Nats’ ad claims credit for Lab’s infrastructure

Written By: - Date published: 9:43 am, November 1st, 2011 - 51 comments

Oh dear. This is not what National needed on the back of Goff besting Key in the first debate. National’s new TV ad is on the world-class infrastructure they claim to have built. But it was all planned, funded, and mostly built by Labour. Have National accidentally revealed their real achievement: taking credit for others work?

Labour overshadows Key with Auckland transport policy

Written By: - Date published: 12:19 pm, October 30th, 2011 - 130 comments

Labour has just over-shadowed Key’s big smile and wave show today – where he is expected to reannounce spending – with another big policy. Labour will cancel National’s Holiday Highway. With the money saved, they will make the existing road safe, and go 50-50 with the Auckland council to fund the CBD rail-loop and get Auckland moving sustainably.

Laissez-faire disaster management

Written By: - Date published: 9:25 am, October 9th, 2011 - 60 comments

National’s handling of the Rena oil spill is fitting into the same depressing pattern as Pike River and Christchurch – hands off, leave it to the private sector, ministers trotting out excuses rather than leading. We’re even getting the mandatory Key photo-op today, doubtless accompanied by a hollow promise.

Government to overrule Auckland?

Written By: - Date published: 2:04 pm, September 27th, 2011 - 24 comments

Nick Smith is looking at issuing a “Government policy statement” to ensure that the Auckland Plan complies with their agenda. They may ban the urban limits that are proposed to keep green, productive land around Auckland and help ensure rates stay low and public transport works in a more liveable city.

Garner rips useless Nats

Written By: - Date published: 12:00 pm, September 15th, 2011 - 76 comments

Joh Keys Party Central

Duncan Garner has demolished the government’s disgraceful excuse-making over its woeful lack of preparation  for the World Cup. “I was there. It was scary. It was a disgrace. There were few police. There were no barriers. It was NOT family friendly. It was a tragedy waiting to happen.And that’s just Party Central. That’s the bit the Government was responsible for. Don’t forget that.”

Incompetent and insulting

Written By: - Date published: 7:24 am, September 15th, 2011 - 82 comments

The government’s handling of the RWC opening and the resulting chaos has been both incompetent and insulting to Auckland.  “Seizing control” is simply adding insult to injury.

McCully needs to front up

Written By: - Date published: 10:24 am, September 11th, 2011 - 92 comments

McCully  is Minister for the RWC.  He claimed the government had done “their best” and assured Auckland that the transport systems were ready to go.  He was wrong in every respect. In the aftermath of the fiasco McCully now needs to front up and get three things right…
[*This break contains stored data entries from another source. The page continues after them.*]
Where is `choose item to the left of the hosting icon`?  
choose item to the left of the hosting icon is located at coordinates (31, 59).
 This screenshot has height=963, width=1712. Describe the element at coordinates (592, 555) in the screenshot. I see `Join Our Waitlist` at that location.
Auckland transport shambles

Written By: - Date published: 1:27 pm, September 10th, 2011 - 111 comments

The RWC public transport fiasco was not a good look for our biggest city, and not a great advertisement to the world.

Life imitates art…

Written By: - Date published: 8:00 pm, September 7th, 2011 - 50 comments

Sometimes the similarities between life and art are uncanny.

A reader sent us in a Steven Joyce lookalike pic (over the jump).

Wanna trade Solid Energy for the Kapiti Expressway?

Written By: - Date published: 11:56 am, August 24th, 2011 - 41 comments

During his disastrous campaign trip to Kapiti yesterday, John Key said the Kapiti Expressway would be paid for by asset sales. Labour will do neither. National won’t release the Expressway’s benefit-cost ratio but it will cost $500m ($30K per metre). To get it, we would have to sell half of Solid Energy, which has paid us $310m of dividends in the past 5 years.

On a road to nowhere

Written By: - Date published: 12:58 pm, July 28th, 2011 - 16 comments

The government has put out a new policy statement on transport. Total funding is unchanged. But cost of the RoNS is rising before they’re even built. So, it’s more money into white elephant highways. Less money for road safety, local roads, road policing, and public transport. Stupid myopic policy.